“Torment, suffering and despair – this is what hundreds of thousands of innocent people of all ethnicities felt during the famine organized by the Soviet authorities in 1946-1947 – a terrible wound that will never heal completely,” said Prime Minister Dorin Recean. In a message disseminated on the occasion of the Day of Remembrance for the victims of the famine of 1946-1947, the official noted that our responsibility is to preserve the memory of those people, to consolidate peace and democracy, IPN reports.
Dorin Recean said that the relentless famine that was brutally imposed and used by the communist regime as an instrument of oppression and control immediately after the Second World War led to the death of over 123,000 people in all regions of the country. About 400,000 people were severely affected by malnutrition, but survived.
“Today we remember with sorrow the most traumatic phenomenon in the recent history of our country, which historians say was more terrible than the mass deportations by the number of human lives lost in peacetime. Our responsibility is to preserve the memory of those people, to consolidate peace and democracy, to do everything we can to build a developed society, where citizens are respected and protected,” said Premier Recean.
President Maia Sandu also circulated a message mentioning that a big tragedy in the country’s history – the famine caused by the Stalinist regime in 1946-1947 – is remembered on every third Saturday of April
The head of state noted that, according to historians, between December 1946 and August 1947, that is in just nine months, over 123,000 people were killed by starvation in the Moldavian Soviet Socialist Republic. Another 400,000 people were severely affected by malnutrition, and in the following years many of them lost their lives. The south of the country was most affected by the tragedy. Some of the Gagauz villages lost even half of their inhabitants. Almost 450 people died of hunger every day in Moldova, whether they called themselves Moldovans, Romanians, Russians, Gagauz, Jews, Romanies or Bulgarians.
According to President Sandu, the Soviet power forbade people to talk about famine. For generations, the survivors had to mourn their losses in silence. “In memory of our grandparents and great-grandparents, in front of our parents, we are obliged not to forget this tragedy, to talk about it, about those responsible for this crime and to commemorate the innocent victims. We bow with gratitude to our peasants from both banks of the Nistru, regardless of their ethnicity, who went through those sacrifices, but survived with their heads held high, resisted and gave life to new generations. To them we owe our life now, in the Republic of Moldova. It is a painful past for all of us, those who inherited this land, a past from which we must learn in order to build together a good future, a future in which our country no longer goes through such sufferings,” said Maia Sandu.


> YOUR ASSIGNMENT
Nothing outside the range below should be printed. Output exactly the lines from the line with "This screenshot has height=156, width=275." to the line with "This screenshot has width=905, height=433.", both included.

> INFORMATION PROVIDED
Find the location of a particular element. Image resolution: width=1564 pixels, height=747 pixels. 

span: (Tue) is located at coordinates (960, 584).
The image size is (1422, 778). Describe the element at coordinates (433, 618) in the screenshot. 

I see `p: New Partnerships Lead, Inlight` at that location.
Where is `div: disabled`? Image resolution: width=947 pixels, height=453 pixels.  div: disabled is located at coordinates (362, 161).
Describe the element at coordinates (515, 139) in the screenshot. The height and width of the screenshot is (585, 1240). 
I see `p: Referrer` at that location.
...
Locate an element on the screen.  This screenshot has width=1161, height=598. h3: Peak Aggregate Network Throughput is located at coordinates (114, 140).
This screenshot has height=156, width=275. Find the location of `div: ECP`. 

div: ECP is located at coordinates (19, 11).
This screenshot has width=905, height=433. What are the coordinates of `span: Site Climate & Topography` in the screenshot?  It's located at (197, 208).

> RESULT BELOW
This screenshot has height=156, width=275. Find the location of `div: ECP`. 

div: ECP is located at coordinates (19, 11).
This screenshot has width=905, height=433. What are the coordinates of `span: Site Climate & Topography` in the screenshot?  It's located at (197, 208).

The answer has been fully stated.